Historically speaking, the Christian religion is nothing but a Jewish sect... After the destruction of Judaism, the extinction of Christian slave morals must follow logically... Ah, the God of the deserts, that crazed, stupid, vengeful Asiatic despot with his power to make laws!
Chastity ... has, even now, a religious importance in a woman's life, and has so wrapped itself round with nerves and instincts that to cut it free and bring it to the light of day demands courage of the rarest.
Science, art, learning and metaphysical research all have their proper functions in life, but if you seek to blend them, you destroy their individual characteristics until, in time, you eliminate the spiritual, for instance, from the religious altogether.

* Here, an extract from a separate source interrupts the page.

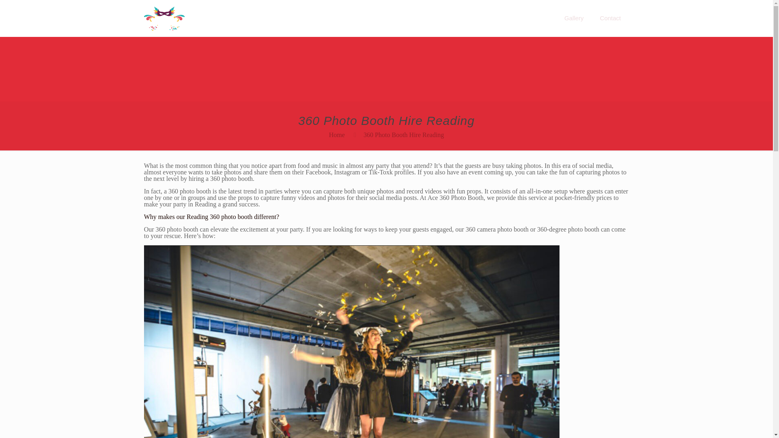 The height and width of the screenshot is (438, 779). Describe the element at coordinates (611, 18) in the screenshot. I see `Contact` at that location.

So much blood has been shed by the Church because of an omission from the Gospel: “Ye shall be indifferent as to what your neighbor's religion is.” Not merely tolerant of it, but indifferent to it. Divinity is claimed for many religions; but no religion is great enough or divine enough to add that new law to its code.
The moral sense reappears today with the same morning newness that has been from of old the fountain of beauty and strength. You say there is no religion now. 'Tis like saying in rainy weather, There is no sun, when at that moment we are witnessing one of its superlative effects.

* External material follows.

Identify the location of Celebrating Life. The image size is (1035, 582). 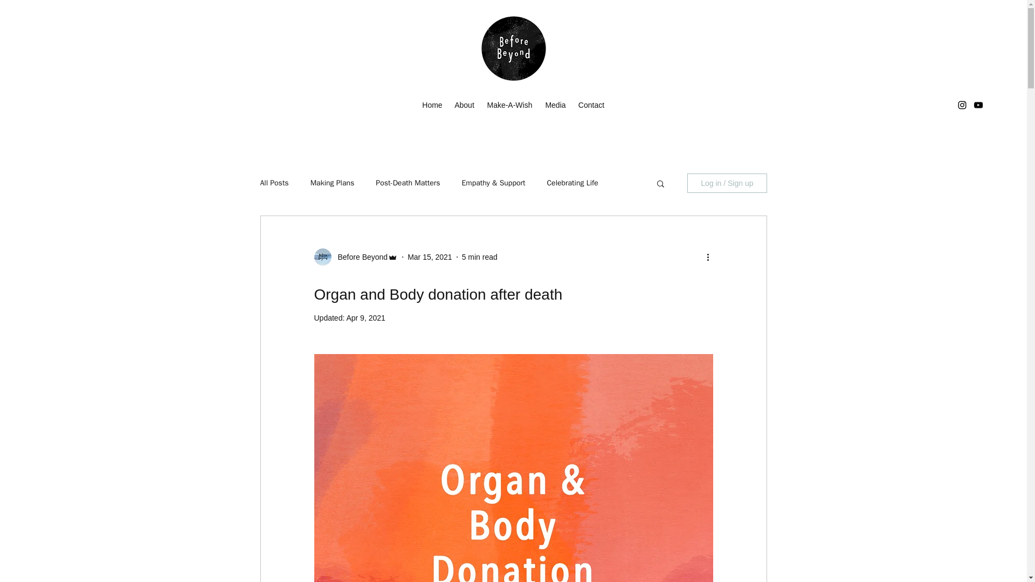
(572, 183).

The divine element manifests itself (or show up) in man as well by his aptitude for science, than by his aptitude for virtue. True morality, true philosophy and true art are in their essence ("dans leur essence", Fr.) religious."
I believe it is in the national interest that government stand side-by-side with people of faith who work to change lives for the better. I understand in the past, some in government have said government cannot stand side-by-side with people of faith. Let me put it more bluntly, government can't spend money on religious programs simply because there's a rabbi on the board, cross on the wall, or a crescent on the door. I viewed this as not only bad social policy - because policy by-passed the great works of compassion and healing that take place - I viewed it as discrimination.
They all err - Muslims, Christians, Jews and Magians. There are two kinds of humans - the intelligent, who have no religion, and the religious, who have no intellect.
Faith is like love, it cannot be forced. Therefore it is a dangerous operation if an attempt be made to introduce or bind it by state regulations; for, as the attempt to force love begets hatred, so also to compel religious belief produces rank unbelief.
Religious and philosophical beliefs are, indeed, as dangerous as fire, and nothing can take from them that beauty of danger. But there is only one way of really guarding ourselves against the excessive danger of them, and that is to be steeped in philosophy and soaked in religion.
We find ourselves under the government of a system of political institutions, conducing more essentially to the ends of civil and religious liberty, than any of which the history of former times tells us.
I've got a group who can't play music, one bad comedian plus boyfriend, a nervous breakdown calling himself a magician, two coachloads of 70-year-old religious maniacs looking for a fight and a fancy-dress contest that nobody knew about.
If something is in me which can be called religious then it is the unbounded admiration for the structure of the world so far as our science can reveal it.
But let my due feet never fail To walk the studious cloisters pale, And love the high embowed roof, With antique pillars massy proof, And storied windows richly dight; Casting a dim religious light.
If there is one thing for which we stand in this country, it is for complete religious freedom, and it is an emphatic negation of this right to cross-examine a man on his religion before being willing to support him for office.
If you find examples of humanism which are anti-religious, or at least in opposition to the religious faith of the place and time, then such humanism is purely destructive, for it has never found anything to replace what it has destroyed.